Lorraine O'Grady (born 1934 in Boston) is a New York-based, American conceptual artist, who has worked in the areas of performance art and photo and video installation. Her work focuses on universal and timeless values in topical issues such as diaspora, hybridity, and black female subjectivity. It also attempts a shift in art discourse to show how these topics have influenced the history of modernism.
== Work ==
O'Grady studied economics and literature at Wellesley College before becoming an artist in 1980.〔Linda M. Montano, ''Performance Artists Talking in the Eighties'', University of California Press, 2000, p513. ISBN 0-520-21022-0〕 In the 1980s, she created the adopted persona of Mlle Bourgeoise Noire''' to invade art openings while wearing a gown made of 180 pairs of white gloves,〔(''Art in America'', July 1994 ) (Volume 82, Number 7) 〕 beating herself with a white cat-o-nine-tails and shouting out poems that railed against a still-segregated art world she perceived as not looking beyond a small circle of friends. Beginning in 1991 she added photo installations to her conceptually based work.〔 And in 2007, she made her first video installation during a residency at Artpace in San Antonio, Texas.

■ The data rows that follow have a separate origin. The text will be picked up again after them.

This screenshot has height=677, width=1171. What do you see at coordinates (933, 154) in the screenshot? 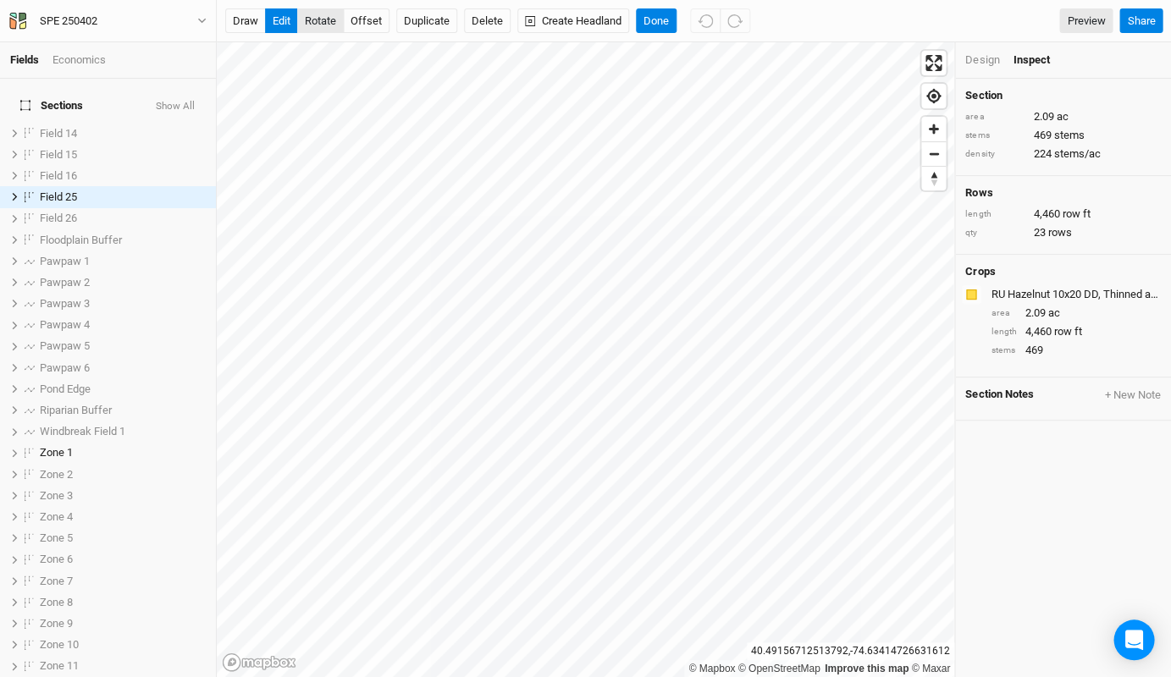
I see `span: Zoom out` at bounding box center [933, 154].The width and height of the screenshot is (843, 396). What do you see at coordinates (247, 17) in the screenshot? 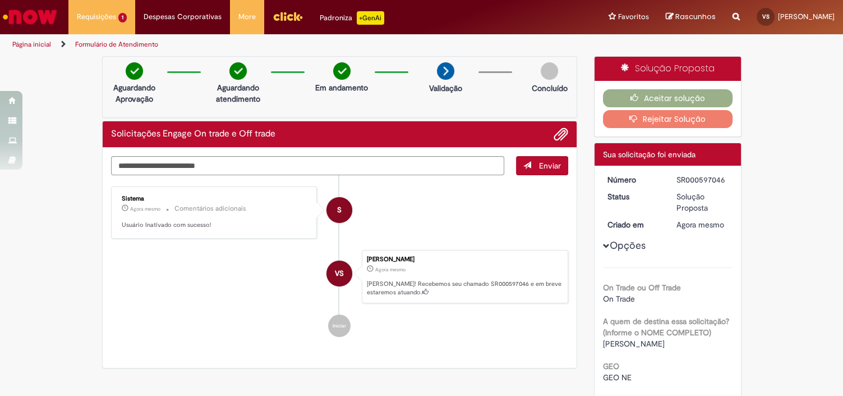
I see `span: More` at bounding box center [247, 17].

Her strongly feminist work has been widely exhibited, particularly in New York and Europe. O'Grady's early Mlle Bourgeoise Noire''' performance was given new recognition when it was made an entry-point to the landmark exhibit ''WACK! Art and the Feminist Revolution'', the first mainstream museum show of this groundbreaking art movement. And recently her practice, seemingly located at and defining the cusp between modernism and a "not-quite-post-modernist" present, has become the subject of increased interest. It received a two-article cover feature in the May 2009 issue of Artforum Magazine and, in December 2009, was given a one-person exhibit in the U.S.'s most important contemporary art fair, Art Basel Miami Beach. Subsequently, O'Grady was one of 55 artists selected for inclusion in the 2010 Whitney Biennial. Her work also featured in the seminal exhibition Radical Presence: Black Performance in Contemporary Art.

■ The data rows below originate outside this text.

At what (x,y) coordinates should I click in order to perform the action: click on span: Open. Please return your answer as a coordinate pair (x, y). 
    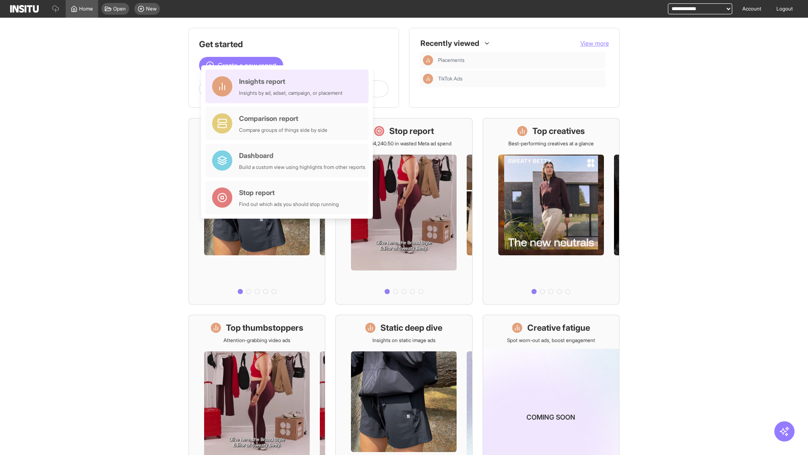
    Looking at the image, I should click on (120, 9).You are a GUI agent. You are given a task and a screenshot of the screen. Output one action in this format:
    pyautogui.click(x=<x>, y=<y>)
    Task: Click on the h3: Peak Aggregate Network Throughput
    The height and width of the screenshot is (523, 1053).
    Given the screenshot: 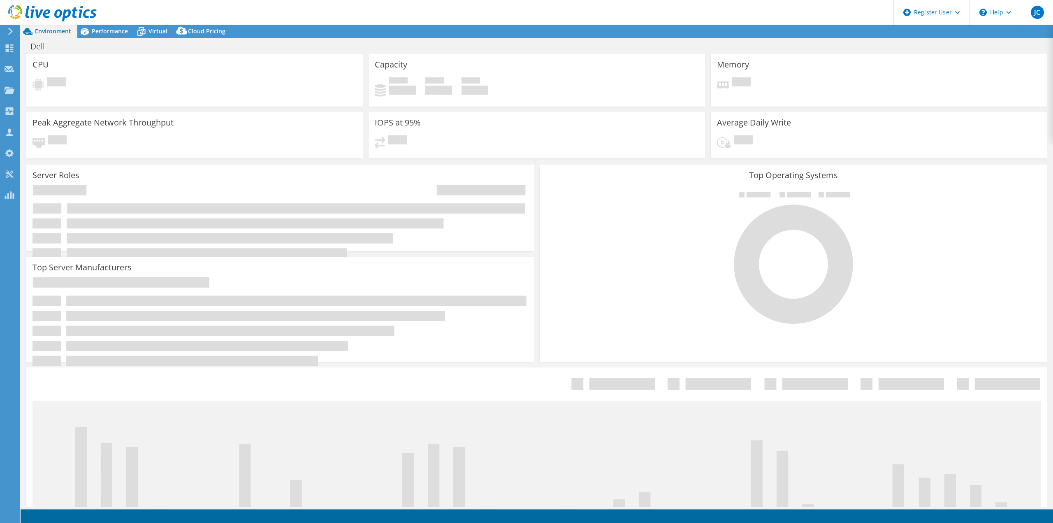 What is the action you would take?
    pyautogui.click(x=103, y=123)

O'Grady first exhibited at age 45, after successful careers among others as a government intelligence analyst, translator, and rock critic—may have contributed to unusually broad perspective in her work as both an artist and writer. In addition to articles she has written for publications such as Artforum Magazine and Art Lies, her canonical essay, "Olympia's Maid: Reclaiming Black Female Subjectivity," has now been anthologized numerous times, most recently in Amelia Jones, ed, ''The Feminism and Visual Culture Reader'', (2nd Edition, Routledge, 2010).
She lives and works in the Meatpacking District of New York City.